Arrow-right Camera
The Spokesman-Review Newspaper
Spokane, Washington  Est. May 19, 1883

Glacier Park Rockslide Kills Vacationer Near Logan Pass

Associated Press

A vacation in Glacier National Park turned deadly Sunday when a rockslide killed a motorist and injured a passenger on Going-to-the-Sun Road, Chief Ranger Steve Frye reported.

The rockslide covered 100 to 150 feet of the road near Logan Pass about 9:30 a.m., and the outer edge of the rock mass caught the couple’s rental car, Frye said.

The man’s body was trapped in the car for more than three hours, but the woman was freed quickly and received only minor injuries, he said.

Witnesses said a small fire that broke out in the car was quickly extinguished.

The 30-year-old victim and his wife are Japanese citizens who live in Washington, D.C. Their names will not be released until their families are notified, Frye said.

No other vehicles were damaged and no one else was injured, he said.

Going-to-the-Sun, a winding, scenic highway and the only east-west road across the park, was blocked and closed to all traffic, Frye said.

“Rockfall along Going-to-the-Sun is not uncommon, (but) rockfall of this magnitude certainly is,” the ranger said.

The man was the second visitor killed by falling rock on the Going-to-the-Sun Road, park officials said.

Alice Leckie died June 28, 1962. A contractor was killed by falling rock on the road in 1931.

The slide occurred at a sheer rock wall in the vicinity of the rimrock, just west of Logan Pass, which is at the crest of the highway.

Frye said the cause of the rockslide was not known and probably could not be determined without extensive investigation.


◆ Assigned task
Report each line of the data below in which "Home" appears.
Start of Stored data
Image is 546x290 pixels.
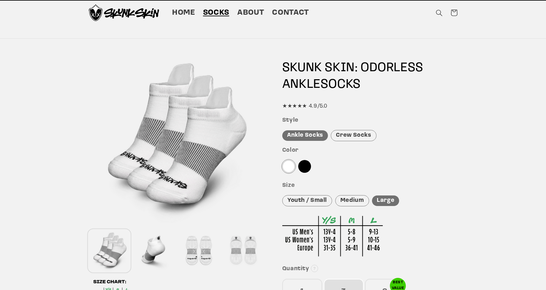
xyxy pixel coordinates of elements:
div: Ankle Socks [282,130,328,141]
img: Skunk Skin Anti-Odor Socks. [89,4,159,21]
summary: Search [432,5,446,20]
h3: Quantity [282,265,457,273]
a: About [233,4,268,22]
a: Home [168,4,199,22]
h1: SKUNK SKIN: ODORLESS SOCKS [282,60,457,93]
span: About [237,8,264,18]
div: Youth / Small [282,195,332,206]
div: Large [372,195,399,206]
h3: Size [282,182,457,189]
span: Socks [203,8,229,18]
span: Home [172,8,195,18]
h3: Style [282,117,457,124]
div: Medium [335,195,369,206]
h3: Color [282,147,457,154]
span: Contact [272,8,309,18]
div: Crew Socks [331,130,376,141]
a: Contact [268,4,313,22]
a: Socks [199,4,233,22]
img: Sizing Chart [282,216,383,256]
span: ANKLE [282,78,320,91]
div: ★★★★★ 4.9/5.0 [282,101,457,111]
End of Stored data
◆ Solution below
a: Home [168,4,199,22]
span: Home [172,8,195,18]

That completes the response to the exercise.